On the surface, it seems incomprehensible why the association would need a Federal order to open the gates of the closed terminals. After all, they'd shut them themselves, and could have opened them at any time. But the resumption of work was never really the issue.
Instead, the PMA wanted two things. It wanted a guarantee that dockers would be forced to continue unloading ships through the peak shipping season, when goods traveling from the sweatshops of the eastern Pacific rim are en route to stores for the Christmas rush. And it wanted to make the union so vulnerable that it would be unable to put any pressure on employers during negotiations.
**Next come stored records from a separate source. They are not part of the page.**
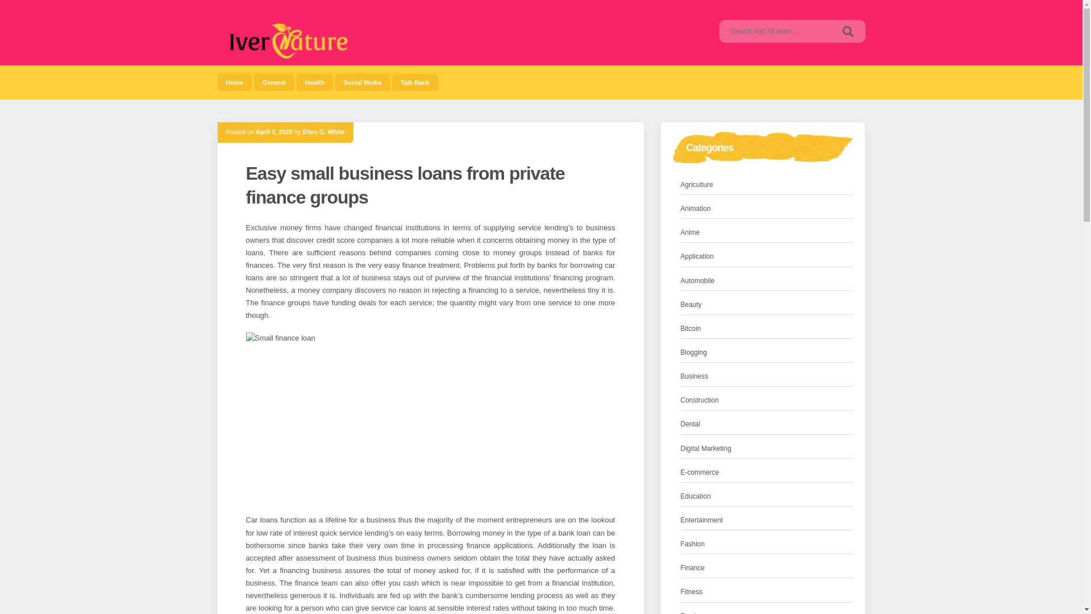 The width and height of the screenshot is (1091, 614). What do you see at coordinates (415, 82) in the screenshot?
I see `Talk Back` at bounding box center [415, 82].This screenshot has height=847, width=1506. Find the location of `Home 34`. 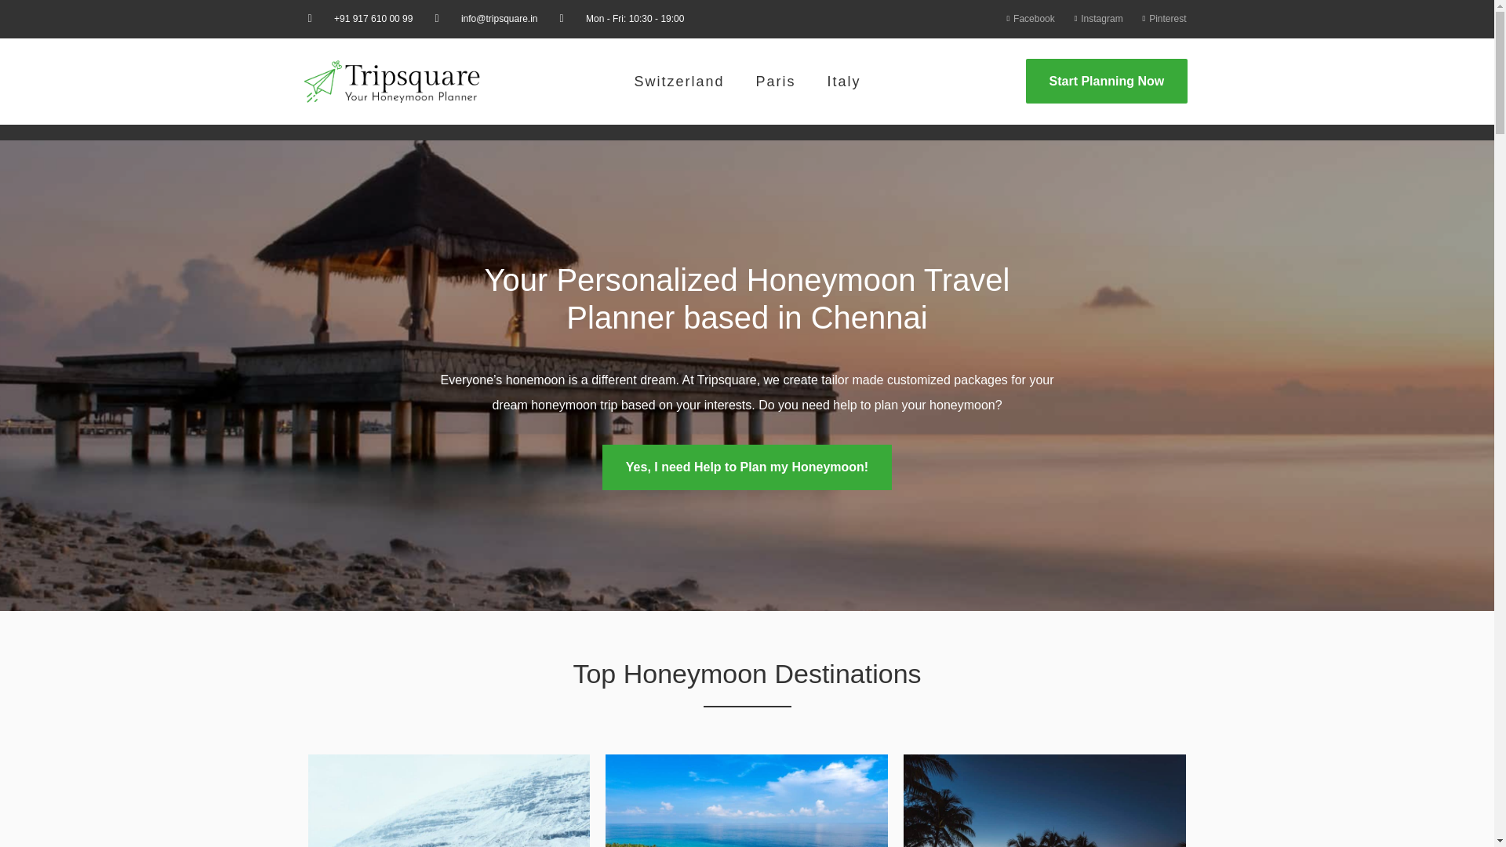

Home 34 is located at coordinates (747, 801).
After work resumed, the PMA continued to accuse the union of slowing the pace as a means of threatening to invoke further Federal intervention. "The ILWU is playing games with the U.S. economy, and inflicting economic pain and hardship on scores of companies and their employees," said Joe Miniace, PMA director. "Given the extreme urgency of keeping the goods moving through our ports, I cannot fathom why the union would deliberately take these slowdown actions."
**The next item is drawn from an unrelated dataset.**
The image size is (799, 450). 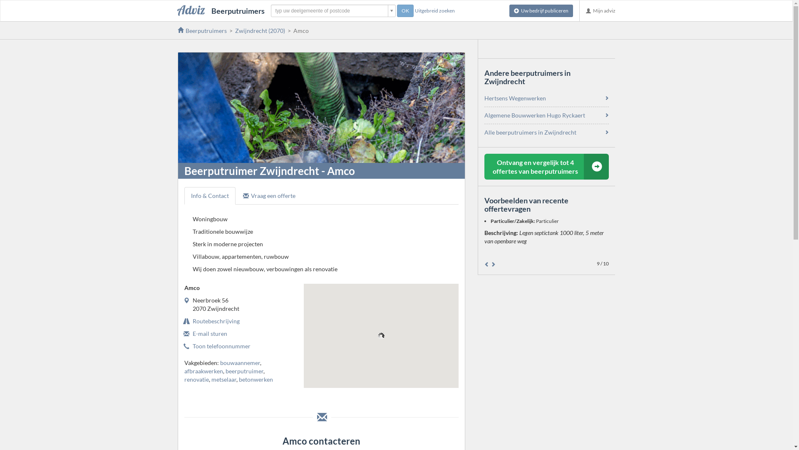 What do you see at coordinates (515, 98) in the screenshot?
I see `Hertsens Wegenwerken` at bounding box center [515, 98].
Longshore wages were never the primary issue. The hourly rate on the docks, prior to the new contract, ranged from 27.68 to 33.48 -- about the same as a plumber or electrician. These are good wages in terms of the US industrial average, but the shipping companies never claimed poverty, and in fact are making large profits. At the root of the dispute was the PMA's decision to try to end an arrangement that successfully allowed the introduction of advanced technology onto the docks for the last 40 years. In 1960, the union agreed that employers could introduce the first container cranes, the giant machines that now move cargo containers on and off the huge ships built specially to carry them. Even though this change cost the jobs of tens of thousands of west coast dockers, the union agreed that so long as its members did the new jobs technology produced, it would not try to stop it.
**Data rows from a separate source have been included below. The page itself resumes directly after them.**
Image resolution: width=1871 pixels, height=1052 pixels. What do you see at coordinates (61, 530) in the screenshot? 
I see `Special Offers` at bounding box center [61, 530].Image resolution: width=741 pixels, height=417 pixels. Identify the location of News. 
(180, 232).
Over the coming two decades, the companies want to automate shipping far beyond the use of automated scanners and tracking devices. In their vision of the future, cranes and dockside machines will eventually be operated by remote control, perhaps by people miles away from the wharves. That day, however, is further in the future than the expiration of the present contract. The definitive battle to determine whether the philosophical framework of the 1960 agreement still holds -- technology for jobs -- was not fought to a conclusion this time around.
What did surface, however, was the new interventionist attitude of the Bush administration, justified in the name of national security. And while a contract is in place, the new Republican-dominated Congress could still implement the threats made by Bush when negotiations started. One possible move might place the union under the Railway Labor Act, eliminating its right to strike.
Even under Clinton, with Democrats in control of the Senate, Congress placed Federal Express under the RLA, effectively ending efforts by its workers to organize. A Republican Congress might also break up the ILWU's coastwide contract into separate agreements in every port, making strikes pointless, since employers would be able to ship goods to working ports while workers struck in others.
Agreeing to a six-year contract was designed to forestall that possibility. "We think it will help avoid legislation coming after us," said Stallone. "By showing labor stability on waterfront, we're hoping that problem won't resurface after Congress convenes in January."
But the Bush administration, which also used back-to-work orders against employees at Northwest and United Airlines last year, has now established a new precedent. Interruptions of economic activity, this new doctrine says, are a threat to national security.
As a result, other workers in months to come may see the Federal government intervene forcefully on their employer's side.